Iraq attacks kill seven, hit Christian sites

27 Nov, 2009

A spate of attacks in Iraq killed seven people and struck a church and a convent on Thursday, with one bomb at a busy market claiming three lives as shoppers stocked up for a Eidul-Azha holiday. Two home-made bombs exploded in the market in Mussayib, 60 kilometres (35 miles) south of the capital Baghdad, killing three men and wounding 28 people, including two women and two children.
The bombs struck at around 11:00 am (0800 GMT), police said, and came as food markets were bustling ahead of the first day of Eidul-Azha, on Friday. Separately, a car bomb at a taxi and bus station in Yusufiyah, south of Baghdad, killed one man and wounded 10 people, police said. In the town of Saadiyah, 125 kilometres (80 miles) northeast of Baghdad, a Kurdish politician was killed and one of his guards wounded when their convoy was hit by a roadside bomb.
In the south Baghdad neighbourhood of Saidiyah, a sticky bomb attached to a minibus killed one person and wounded three, police said.
In the main northern city of Mosul, a church and a convent were bombed, with both targets severely damaged but without any casualties, religious leaders said.
One of the attacks hit the St Theresa Convent of Dominican nuns in the western Jadida (New Mosul) district, the chief representative of the Dominican order in Iraq, Father Yousif Thomas Mirkis, said. Another bomb struck the Church of St. Ephrem in the same Mosul district, causing major damage to the Chaldean place of worship, Patriarchal Vicar George Basman said.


How to complete this task -
Filter this data down to the lines that hold "List", and copy them.

** Entries shown follows **

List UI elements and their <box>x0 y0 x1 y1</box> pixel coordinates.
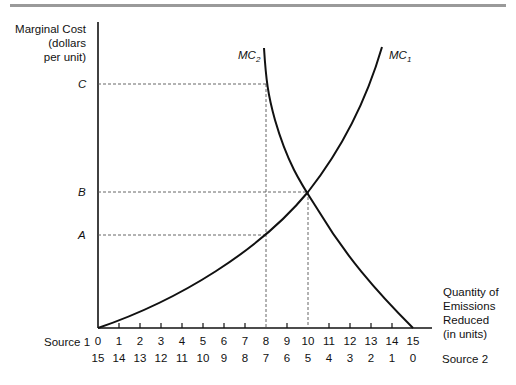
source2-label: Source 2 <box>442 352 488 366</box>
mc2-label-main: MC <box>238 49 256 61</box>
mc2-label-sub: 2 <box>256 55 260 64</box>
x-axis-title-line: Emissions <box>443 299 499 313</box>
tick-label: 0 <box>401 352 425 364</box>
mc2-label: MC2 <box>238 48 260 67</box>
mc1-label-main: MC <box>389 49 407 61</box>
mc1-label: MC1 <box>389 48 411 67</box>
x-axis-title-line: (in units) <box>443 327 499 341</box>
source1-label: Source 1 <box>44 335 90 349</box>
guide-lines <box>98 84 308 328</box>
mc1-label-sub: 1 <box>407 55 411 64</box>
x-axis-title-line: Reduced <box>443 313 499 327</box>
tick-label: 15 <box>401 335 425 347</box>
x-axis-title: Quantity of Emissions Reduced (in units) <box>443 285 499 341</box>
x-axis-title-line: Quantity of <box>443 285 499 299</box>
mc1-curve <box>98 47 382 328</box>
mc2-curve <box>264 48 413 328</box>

** End of Entries shown **
** Entries shown follows **

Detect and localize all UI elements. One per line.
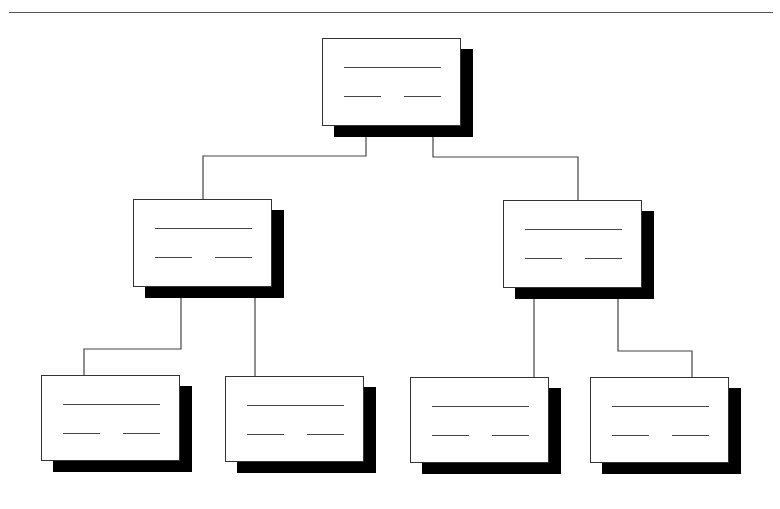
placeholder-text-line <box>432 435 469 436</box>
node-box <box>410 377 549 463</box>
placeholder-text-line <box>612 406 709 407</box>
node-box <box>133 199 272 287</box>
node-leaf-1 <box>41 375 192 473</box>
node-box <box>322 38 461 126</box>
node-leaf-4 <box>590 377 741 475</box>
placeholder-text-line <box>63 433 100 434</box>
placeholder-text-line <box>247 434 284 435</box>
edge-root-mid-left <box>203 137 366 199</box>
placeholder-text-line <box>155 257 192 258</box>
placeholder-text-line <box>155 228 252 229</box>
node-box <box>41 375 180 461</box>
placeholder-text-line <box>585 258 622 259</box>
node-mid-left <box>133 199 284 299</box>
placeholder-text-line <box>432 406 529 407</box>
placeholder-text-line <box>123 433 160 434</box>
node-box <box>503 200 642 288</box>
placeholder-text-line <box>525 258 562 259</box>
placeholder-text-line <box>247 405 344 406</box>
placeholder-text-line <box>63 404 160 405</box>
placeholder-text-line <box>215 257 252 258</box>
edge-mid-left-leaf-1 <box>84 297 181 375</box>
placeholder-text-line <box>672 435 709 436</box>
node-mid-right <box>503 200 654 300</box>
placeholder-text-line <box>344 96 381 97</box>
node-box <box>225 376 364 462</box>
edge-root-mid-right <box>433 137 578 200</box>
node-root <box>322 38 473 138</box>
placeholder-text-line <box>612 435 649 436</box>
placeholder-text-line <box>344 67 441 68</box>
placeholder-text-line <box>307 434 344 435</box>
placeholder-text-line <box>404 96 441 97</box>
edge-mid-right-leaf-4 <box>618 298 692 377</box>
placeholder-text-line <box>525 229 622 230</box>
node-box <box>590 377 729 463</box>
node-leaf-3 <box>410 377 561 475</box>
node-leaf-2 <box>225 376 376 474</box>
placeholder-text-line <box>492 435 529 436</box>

** End of Entries shown **
** Entries shown follows **

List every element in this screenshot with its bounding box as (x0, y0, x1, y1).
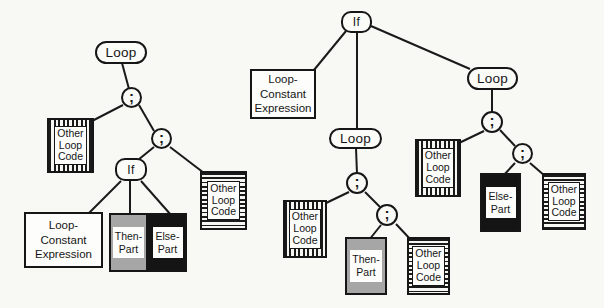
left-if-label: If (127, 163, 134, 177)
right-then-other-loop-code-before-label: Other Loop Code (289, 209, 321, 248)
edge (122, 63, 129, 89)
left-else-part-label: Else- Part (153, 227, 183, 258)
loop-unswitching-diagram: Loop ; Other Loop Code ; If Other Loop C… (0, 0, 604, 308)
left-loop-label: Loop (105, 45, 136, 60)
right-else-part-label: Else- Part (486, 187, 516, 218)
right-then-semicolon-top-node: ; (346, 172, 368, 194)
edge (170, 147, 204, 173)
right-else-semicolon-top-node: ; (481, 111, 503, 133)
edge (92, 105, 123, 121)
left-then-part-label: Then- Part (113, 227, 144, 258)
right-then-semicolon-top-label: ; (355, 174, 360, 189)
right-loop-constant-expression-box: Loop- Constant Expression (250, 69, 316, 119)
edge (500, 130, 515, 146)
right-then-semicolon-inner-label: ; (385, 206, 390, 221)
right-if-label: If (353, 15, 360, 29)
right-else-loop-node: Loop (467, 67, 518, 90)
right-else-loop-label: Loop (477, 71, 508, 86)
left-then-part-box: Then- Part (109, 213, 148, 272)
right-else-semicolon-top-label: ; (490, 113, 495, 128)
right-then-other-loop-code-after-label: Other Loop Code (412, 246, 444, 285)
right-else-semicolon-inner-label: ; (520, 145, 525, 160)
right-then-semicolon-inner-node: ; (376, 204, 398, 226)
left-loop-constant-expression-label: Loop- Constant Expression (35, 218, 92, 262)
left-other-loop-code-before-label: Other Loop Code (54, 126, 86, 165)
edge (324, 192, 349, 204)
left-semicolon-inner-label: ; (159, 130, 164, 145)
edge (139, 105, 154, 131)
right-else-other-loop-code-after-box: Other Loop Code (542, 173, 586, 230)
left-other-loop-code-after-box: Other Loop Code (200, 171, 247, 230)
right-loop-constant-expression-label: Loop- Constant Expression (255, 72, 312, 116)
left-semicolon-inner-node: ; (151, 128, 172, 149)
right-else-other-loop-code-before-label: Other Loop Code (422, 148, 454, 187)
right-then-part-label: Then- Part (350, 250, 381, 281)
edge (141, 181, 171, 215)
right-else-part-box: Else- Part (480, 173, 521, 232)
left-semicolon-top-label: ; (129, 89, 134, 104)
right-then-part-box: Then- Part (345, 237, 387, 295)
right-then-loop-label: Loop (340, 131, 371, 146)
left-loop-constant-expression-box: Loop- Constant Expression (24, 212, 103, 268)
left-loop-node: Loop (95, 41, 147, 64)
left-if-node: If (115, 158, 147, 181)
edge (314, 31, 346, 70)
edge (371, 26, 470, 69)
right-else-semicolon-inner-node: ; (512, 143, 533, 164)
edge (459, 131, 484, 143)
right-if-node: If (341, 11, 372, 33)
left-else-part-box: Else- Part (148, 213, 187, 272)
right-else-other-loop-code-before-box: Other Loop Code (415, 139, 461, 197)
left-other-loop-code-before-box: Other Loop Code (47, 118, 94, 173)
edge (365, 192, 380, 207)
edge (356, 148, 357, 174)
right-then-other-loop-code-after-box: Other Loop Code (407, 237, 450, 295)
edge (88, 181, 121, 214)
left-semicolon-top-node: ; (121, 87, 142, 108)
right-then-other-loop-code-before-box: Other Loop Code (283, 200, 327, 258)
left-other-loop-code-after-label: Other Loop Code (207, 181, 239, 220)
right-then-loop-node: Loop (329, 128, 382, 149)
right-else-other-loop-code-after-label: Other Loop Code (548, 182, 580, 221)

** End of Entries shown **

Solution below -
List UI elements and their <box>x0 y0 x1 y1</box> pixel coordinates.
List every element in this screenshot with its bounding box as (x0, y0, x1, y1).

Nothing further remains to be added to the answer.